Dear Editor,
I have been looking on with interest at the PPP and their alignment with Foreign governments (United States, Canada, Britain and the Organization of American states) seeking to have Guyanese agree with a position that we must put aside our Supreme Law and go with their own agendas. Our Constitution has worked very well for us in the past at resolving electoral issues, and suddenly it is not good enough. Not only can we not tell those countries to bypass their Supreme law, but it brings to mind the highly contentious 2000 United States election between George W. Bush and Al Gore. There was the issue of “hanging chads” in the crucial state of Florida, and the American people allowed the US Supreme Court to find a solution as to who won the election. George W. Bush was declared the winner. But the PPP and the West are of the view that our Supreme Court must not participate in solving the problem.
It reminds me of the death of Patrice Lumumba – the first Prime Minister of the Independent Democratic Republic of the Congo from June to September 1960. He resisted Belgian colonialism and white corporate interests – (due to the vast natural resources of the Congo)- and was imprisoned and tortured. He was murdered in a coup supported by the Belgians, the United States and the United Nations. His death left upheaval in the Congo and by the time it ended in 2003 – and it is still in upheaval – about 51/2 million people had died. But what is interesting from our perspective is that John F. Kennedy had promised Eleanor Roosevelt that he planned to use his powers to have Lumumba released from jail and let the Congolese Parliament decide whether or not he would remain Prime Minister. But three days before his inauguration, the conspirators moved with extraordinary haste to preempt Kennedy’s alleged intention.
The attitude of the Western powers reminds me of the Peloponnesian War when the Greeks told the Melians: “The strong do what they can, and the weak suffer what they must.”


▶ EXERCISE PROMPT
Report how many lines in the listing below include the string "name", and write nothing more.

[[ EXERCISE MATERIALS, beginning ]]

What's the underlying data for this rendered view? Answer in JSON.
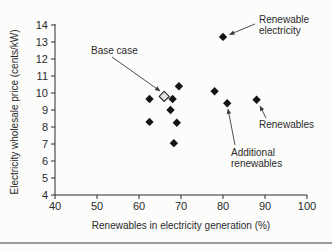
{
  "figure": {
    "background": "#fcfcfb",
    "ink_color": "#2a2a2a",
    "marker_color": "#141414",
    "arrow_color": "#3a3a3a",
    "rule_color": "#9b9b9b"
  },
  "chart_data": {
    "type": "scatter",
    "title": "",
    "xlabel": "Renewables in electricity generation (%)",
    "ylabel": "Electricity wholesale price (cents/kW)",
    "xlim": [
      40,
      100
    ],
    "ylim": [
      4,
      14
    ],
    "xticks": [
      40,
      50,
      60,
      70,
      80,
      90,
      100
    ],
    "yticks": [
      4,
      5,
      6,
      7,
      8,
      9,
      10,
      11,
      12,
      13,
      14
    ],
    "grid": false,
    "legend": "none",
    "series": [
      {
        "name": "Base case",
        "marker": "open-diamond",
        "points": [
          {
            "x": 66,
            "y": 9.8
          }
        ]
      },
      {
        "name": "Scenario results",
        "marker": "filled-diamond",
        "points": [
          {
            "x": 62.5,
            "y": 9.65
          },
          {
            "x": 62.5,
            "y": 8.3
          },
          {
            "x": 67.5,
            "y": 9.0
          },
          {
            "x": 68.0,
            "y": 9.65
          },
          {
            "x": 68.3,
            "y": 7.05
          },
          {
            "x": 69.0,
            "y": 8.25
          },
          {
            "x": 69.5,
            "y": 10.4
          },
          {
            "x": 78.0,
            "y": 10.1
          },
          {
            "x": 80.0,
            "y": 13.3
          },
          {
            "x": 81.0,
            "y": 9.4
          },
          {
            "x": 88.0,
            "y": 9.6
          }
        ]
      }
    ],
    "annotations": [
      {
        "id": "base-case",
        "lines": [
          "Base case"
        ],
        "label_px": {
          "x": 91,
          "y": 47
        },
        "arrow": {
          "x1": 112,
          "y1": 57,
          "x2": 160,
          "y2": 91
        }
      },
      {
        "id": "renewable-electricity",
        "lines": [
          "Renewable",
          "electricity"
        ],
        "label_px": {
          "x": 259,
          "y": 16
        },
        "arrow": {
          "x1": 255,
          "y1": 24,
          "x2": 229.5,
          "y2": 34.5
        }
      },
      {
        "id": "renewables",
        "lines": [
          "Renewables"
        ],
        "label_px": {
          "x": 259,
          "y": 121
        },
        "arrow": {
          "x1": 266,
          "y1": 118,
          "x2": 260,
          "y2": 106
        }
      },
      {
        "id": "additional-renewables",
        "lines": [
          "Additional",
          "renewables"
        ],
        "label_px": {
          "x": 231,
          "y": 149
        },
        "arrow": {
          "x1": 235,
          "y1": 145,
          "x2": 228,
          "y2": 109
        }
      }
    ]
  }
}
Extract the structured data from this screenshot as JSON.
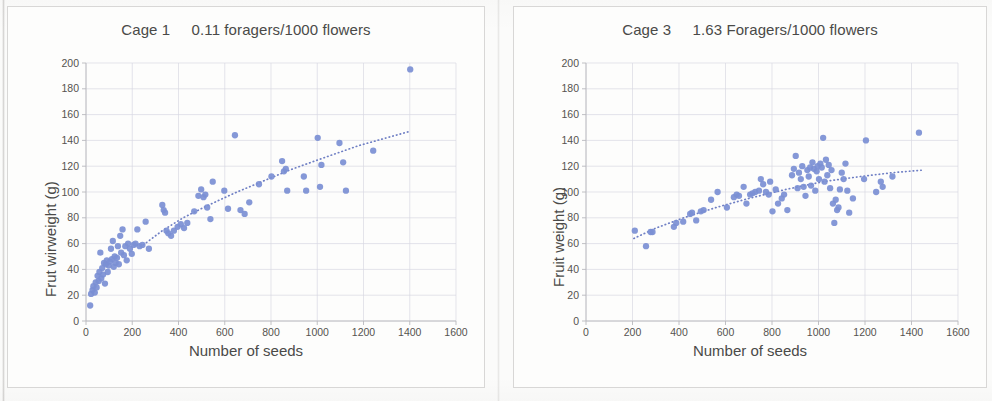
{
  "page": {
    "background_color": "#fbfbfa",
    "marker_color": "#7b8fd4",
    "trendline_color": "#6f7fc4",
    "gridline_color": "#d9d9e3",
    "axis_color": "#b9b9bd",
    "text_color": "#4a4a48"
  },
  "charts": [
    {
      "id": "cage-1",
      "title": "Cage 1     0.11 foragers/1000 flowers",
      "xlabel": "Number of seeds",
      "ylabel": "Frut wirweight (g)",
      "xticks": [
        "0",
        "200",
        "400",
        "600",
        "800",
        "1000",
        "1200",
        "1400",
        "1600"
      ],
      "yticks": [
        "0",
        "20",
        "40",
        "60",
        "80",
        "100",
        "120",
        "140",
        "160",
        "180",
        "200"
      ]
    },
    {
      "id": "cage-3",
      "title": "Cage 3     1.63 Foragers/1000 flowers",
      "xlabel": "Number of seeds",
      "ylabel": "Fruit weight (g)",
      "xticks": [
        "0",
        "200",
        "400",
        "600",
        "800",
        "1000",
        "1200",
        "1400",
        "1600"
      ],
      "yticks": [
        "0",
        "20",
        "40",
        "60",
        "80",
        "100",
        "120",
        "140",
        "160",
        "180",
        "200"
      ]
    }
  ],
  "chart_data": [
    {
      "type": "scatter",
      "id": "cage-1",
      "title": "Cage 1     0.11 foragers/1000 flowers",
      "xlabel": "Number of seeds",
      "ylabel": "Frut wirweight (g)",
      "xlim": [
        0,
        1600
      ],
      "ylim": [
        0,
        200
      ],
      "xtick_step": 200,
      "ytick_step": 20,
      "grid": true,
      "legend": "none",
      "series": [
        {
          "name": "Fruit weight vs seeds (Cage 1)",
          "marker_color": "#7b8fd4",
          "points": [
            [
              18,
              12
            ],
            [
              22,
              21
            ],
            [
              28,
              24
            ],
            [
              32,
              27
            ],
            [
              38,
              22
            ],
            [
              42,
              30
            ],
            [
              46,
              26
            ],
            [
              50,
              35
            ],
            [
              55,
              31
            ],
            [
              58,
              38
            ],
            [
              62,
              53
            ],
            [
              66,
              33
            ],
            [
              70,
              41
            ],
            [
              74,
              36
            ],
            [
              78,
              45
            ],
            [
              82,
              29
            ],
            [
              86,
              44
            ],
            [
              90,
              47
            ],
            [
              94,
              38
            ],
            [
              98,
              43
            ],
            [
              104,
              46
            ],
            [
              108,
              56
            ],
            [
              112,
              48
            ],
            [
              116,
              62
            ],
            [
              120,
              42
            ],
            [
              124,
              50
            ],
            [
              128,
              45
            ],
            [
              134,
              49
            ],
            [
              138,
              58
            ],
            [
              142,
              44
            ],
            [
              148,
              66
            ],
            [
              152,
              53
            ],
            [
              158,
              71
            ],
            [
              164,
              51
            ],
            [
              170,
              58
            ],
            [
              176,
              47
            ],
            [
              182,
              60
            ],
            [
              190,
              56
            ],
            [
              198,
              52
            ],
            [
              206,
              59
            ],
            [
              214,
              60
            ],
            [
              222,
              71
            ],
            [
              232,
              58
            ],
            [
              244,
              59
            ],
            [
              258,
              77
            ],
            [
              272,
              56
            ],
            [
              330,
              90
            ],
            [
              336,
              86
            ],
            [
              342,
              84
            ],
            [
              348,
              70
            ],
            [
              356,
              68
            ],
            [
              368,
              66
            ],
            [
              380,
              70
            ],
            [
              396,
              73
            ],
            [
              410,
              75
            ],
            [
              424,
              72
            ],
            [
              438,
              76
            ],
            [
              468,
              85
            ],
            [
              486,
              97
            ],
            [
              498,
              102
            ],
            [
              508,
              96
            ],
            [
              516,
              98
            ],
            [
              524,
              88
            ],
            [
              538,
              79
            ],
            [
              548,
              108
            ],
            [
              598,
              101
            ],
            [
              614,
              87
            ],
            [
              644,
              144
            ],
            [
              668,
              86
            ],
            [
              686,
              83
            ],
            [
              706,
              92
            ],
            [
              748,
              106
            ],
            [
              802,
              112
            ],
            [
              848,
              124
            ],
            [
              856,
              116
            ],
            [
              864,
              118
            ],
            [
              870,
              101
            ],
            [
              942,
              112
            ],
            [
              952,
              101
            ],
            [
              1002,
              142
            ],
            [
              1012,
              104
            ],
            [
              1018,
              121
            ],
            [
              1096,
              138
            ],
            [
              1112,
              123
            ],
            [
              1124,
              101
            ],
            [
              1242,
              132
            ],
            [
              1402,
              195
            ]
          ]
        }
      ],
      "trendline": {
        "style": "dotted",
        "shape": "logarithmic",
        "color": "#6f7fc4",
        "points": [
          [
            248,
            59
          ],
          [
            330,
            70
          ],
          [
            420,
            80
          ],
          [
            520,
            89
          ],
          [
            640,
            99
          ],
          [
            760,
            108
          ],
          [
            880,
            117
          ],
          [
            1020,
            126
          ],
          [
            1180,
            136
          ],
          [
            1400,
            147
          ]
        ]
      }
    },
    {
      "type": "scatter",
      "id": "cage-3",
      "title": "Cage 3     1.63 Foragers/1000 flowers",
      "xlabel": "Number of seeds",
      "ylabel": "Fruit weight (g)",
      "xlim": [
        0,
        1600
      ],
      "ylim": [
        0,
        200
      ],
      "xtick_step": 200,
      "ytick_step": 20,
      "grid": true,
      "legend": "none",
      "series": [
        {
          "name": "Fruit weight vs seeds (Cage 3)",
          "marker_color": "#7b8fd4",
          "points": [
            [
              210,
              70
            ],
            [
              258,
              58
            ],
            [
              278,
              69
            ],
            [
              286,
              69
            ],
            [
              378,
              73
            ],
            [
              388,
              76
            ],
            [
              418,
              77
            ],
            [
              448,
              83
            ],
            [
              456,
              84
            ],
            [
              474,
              78
            ],
            [
              494,
              85
            ],
            [
              506,
              86
            ],
            [
              538,
              94
            ],
            [
              566,
              100
            ],
            [
              606,
              88
            ],
            [
              636,
              96
            ],
            [
              648,
              98
            ],
            [
              658,
              97
            ],
            [
              678,
              104
            ],
            [
              690,
              91
            ],
            [
              706,
              98
            ],
            [
              716,
              99
            ],
            [
              728,
              100
            ],
            [
              744,
              101
            ],
            [
              752,
              110
            ],
            [
              762,
              106
            ],
            [
              774,
              100
            ],
            [
              786,
              98
            ],
            [
              792,
              108
            ],
            [
              802,
              85
            ],
            [
              816,
              102
            ],
            [
              826,
              91
            ],
            [
              842,
              95
            ],
            [
              852,
              98
            ],
            [
              866,
              86
            ],
            [
              886,
              113
            ],
            [
              894,
              118
            ],
            [
              902,
              128
            ],
            [
              910,
              103
            ],
            [
              916,
              115
            ],
            [
              924,
              110
            ],
            [
              930,
              120
            ],
            [
              936,
              104
            ],
            [
              944,
              97
            ],
            [
              952,
              117
            ],
            [
              958,
              112
            ],
            [
              964,
              119
            ],
            [
              968,
              105
            ],
            [
              974,
              123
            ],
            [
              980,
              118
            ],
            [
              986,
              101
            ],
            [
              992,
              116
            ],
            [
              996,
              120
            ],
            [
              1002,
              110
            ],
            [
              1008,
              122
            ],
            [
              1014,
              119
            ],
            [
              1020,
              142
            ],
            [
              1026,
              108
            ],
            [
              1032,
              125
            ],
            [
              1038,
              113
            ],
            [
              1044,
              121
            ],
            [
              1050,
              103
            ],
            [
              1056,
              117
            ],
            [
              1062,
              91
            ],
            [
              1068,
              76
            ],
            [
              1074,
              94
            ],
            [
              1080,
              86
            ],
            [
              1086,
              88
            ],
            [
              1092,
              102
            ],
            [
              1100,
              115
            ],
            [
              1108,
              110
            ],
            [
              1116,
              122
            ],
            [
              1124,
              101
            ],
            [
              1132,
              84
            ],
            [
              1148,
              95
            ],
            [
              1196,
              110
            ],
            [
              1204,
              140
            ],
            [
              1248,
              100
            ],
            [
              1268,
              108
            ],
            [
              1276,
              104
            ],
            [
              1318,
              112
            ],
            [
              1432,
              146
            ]
          ]
        }
      ],
      "trendline": {
        "style": "dotted",
        "shape": "logarithmic",
        "color": "#6f7fc4",
        "points": [
          [
            206,
            64
          ],
          [
            300,
            72
          ],
          [
            420,
            80
          ],
          [
            560,
            88
          ],
          [
            700,
            95
          ],
          [
            860,
            102
          ],
          [
            1020,
            108
          ],
          [
            1180,
            112
          ],
          [
            1320,
            115
          ],
          [
            1450,
            117
          ]
        ]
      }
    }
  ]
}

[[ EXERCISE MATERIALS, end ]]

▶ RESULT OF THIS EXERCISE
4